Frank Dituri has captured with his solitary contemplation of space, the sacred image where faith is embraced: holy spaces glimmering with candles, windows filled with rays of sunlight, portals to another reality. Through these photographs we discover the faithful spaces and expressions that have existed for centuries. FRANK DITURI’s work is exhibited in Venice, New York, Paris, Tokyo, New Zealand, Rome, and Moscow.

Getting to Gardisky Lake Paul J. Willis 978-1-62288-115-4 paper $17.00 5x8. 100 pp. Poetry. September

Getting to Gardisky Lake switchbacks from roadside maples to backcountry sequoia groves, from the lost curves of a high school track to the shining calves of Olympic hopefuls, from grade school crushes to married affection, from Jefferson’s slaves to Sherman’s march, from dumpster diving to shopping the mall. In this rich collection, Paul J. Willis invites you in and ushers you out to meet your neighbors and yourself. PAUL J. WILLIS is a professor of English at Westmont College. He is the author of three previous collections of poetry.


Shearer Publishing FREDERICKSBURG, TEXAS

Popular titles available again

Lone Star Eats

Texas Country Reporter Cookbook

A Gathering of Recipes from Great Texas Cookbooks

Recipes from the Viewers of “Texas Country Reporter”

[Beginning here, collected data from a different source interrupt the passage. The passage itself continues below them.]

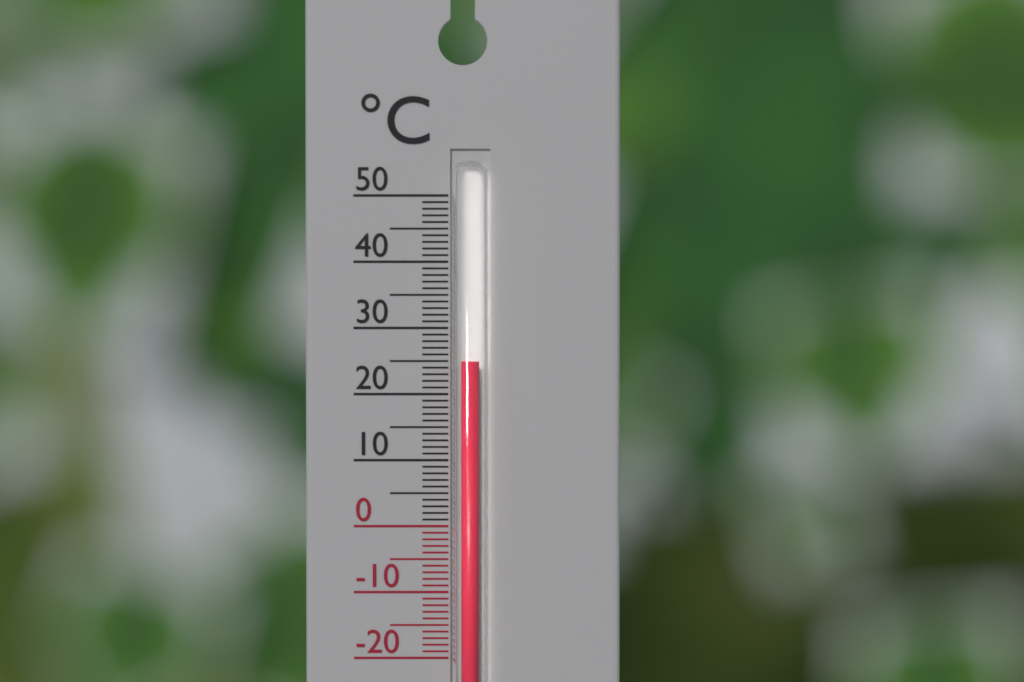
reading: 25 °C
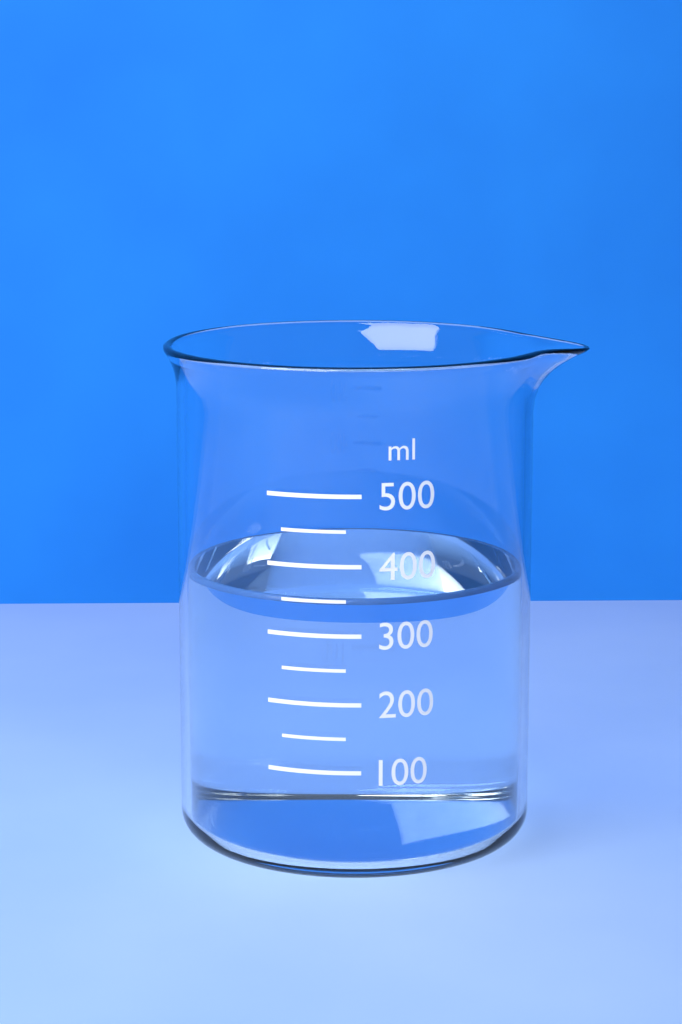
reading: 350 ml
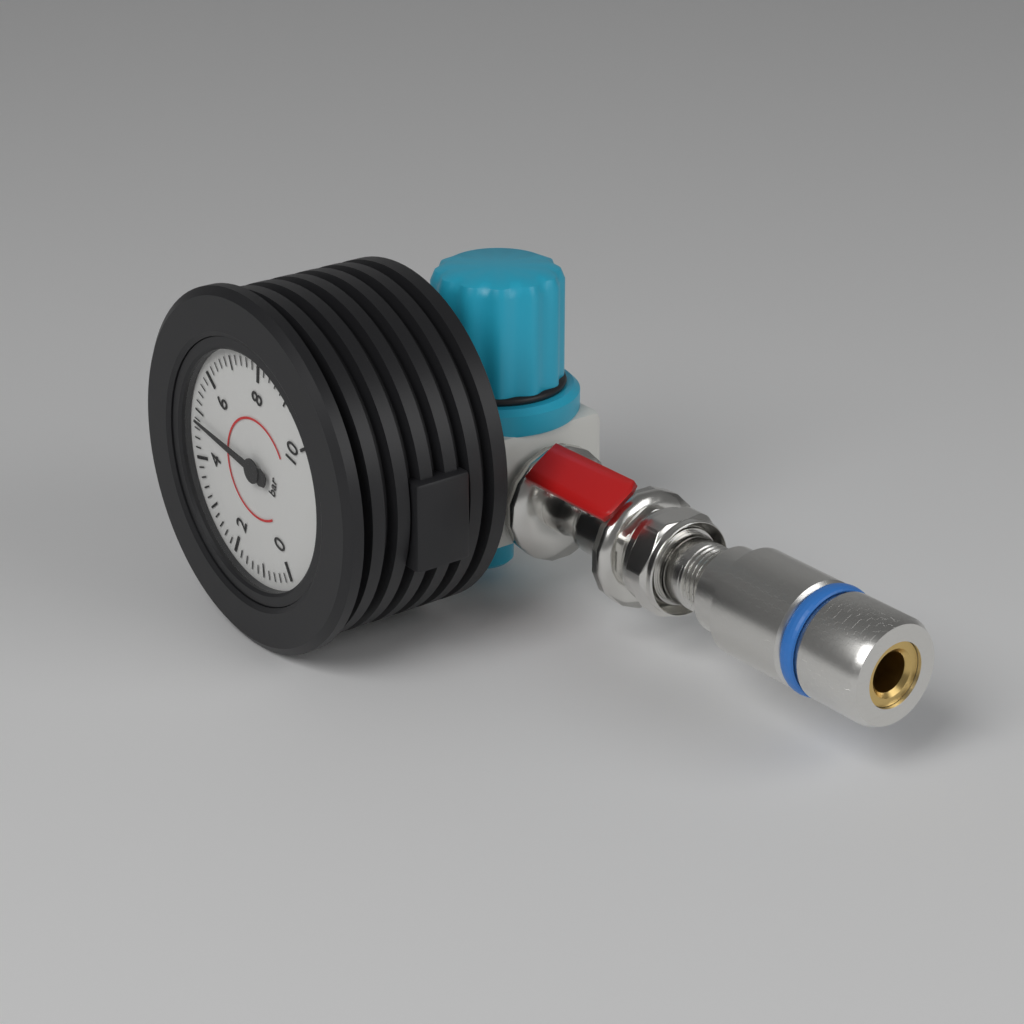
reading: 4.8 bar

Edited by Terry ThompsonAnderson

It’s no wonder that Texans love to eat: the Lone Star State is not only the nation’s second-largest producer of agricultural products but also one of the richest in culinary diversity. In compiling Lone Star Eats, Terry ThompsonAnderson has pored over a vast collection of Texas cookbooks and chosen the best examples of the way Texans eat today. More than 500 favorite recipes make up this collection, from down-home comfort foods with rural roots to sophisticated dishes of urban inspiration. Drawing from more than 65 different cookbooks, published by some of the state’s leading chefs and by community organizations such as junior leagues and church auxiliaries, Thompson-Anderson has selected traditional favorites as well as new classics to illustrate the mouth-watering array of good eats that characterize Texas cooking. Terry Thompson-Anderson is a professional chef, cookbook author, culinary instructor, and restaurant consultant. She has written five cookbooks, including Texas on the Plate, Cajun-Creole Cooking, Eating Southern Style, and The Texas Hill Country: A Food and Wine Lover’s Paradise. She is a charter member of the International Association of Culinary Professions (IACP) and the Southern Foodways Alliance. She lives in Fredericksburg, Texas. 978-0-940672-76-5 flexbound $24.95 8x10. 384 pp. Cooking.

Bob Phillips Illustrated by Barbara Jezek

In traveling the backroads to gather material for the popular television show Texas Country Reporter, producer Bob Phillips and his crew have tasted some of the best Texas cooking—from crawfish in Mauriceville to chili in Terlingua to sautéed tumbleweeds in Clint. In this cookbook viewers from all around the state share their favorite recipes, along with colorful anecdotes about the history of the dish. BOB PHILLIPS is the host and producer of the weekly syndicated television show Texas Country Reporter, which airs in all 22 Texas media markets, generally on weekends. In 2005, Phillips was inducted into the Silver Circle of the Lone Star Chapter of the National Academy of Television Arts and Sciences. He lives in Beaumont, Texas. 978-0-940672-54-3 paper $17.95 7x10. 256 pp. Line drawings. Index. Cooking.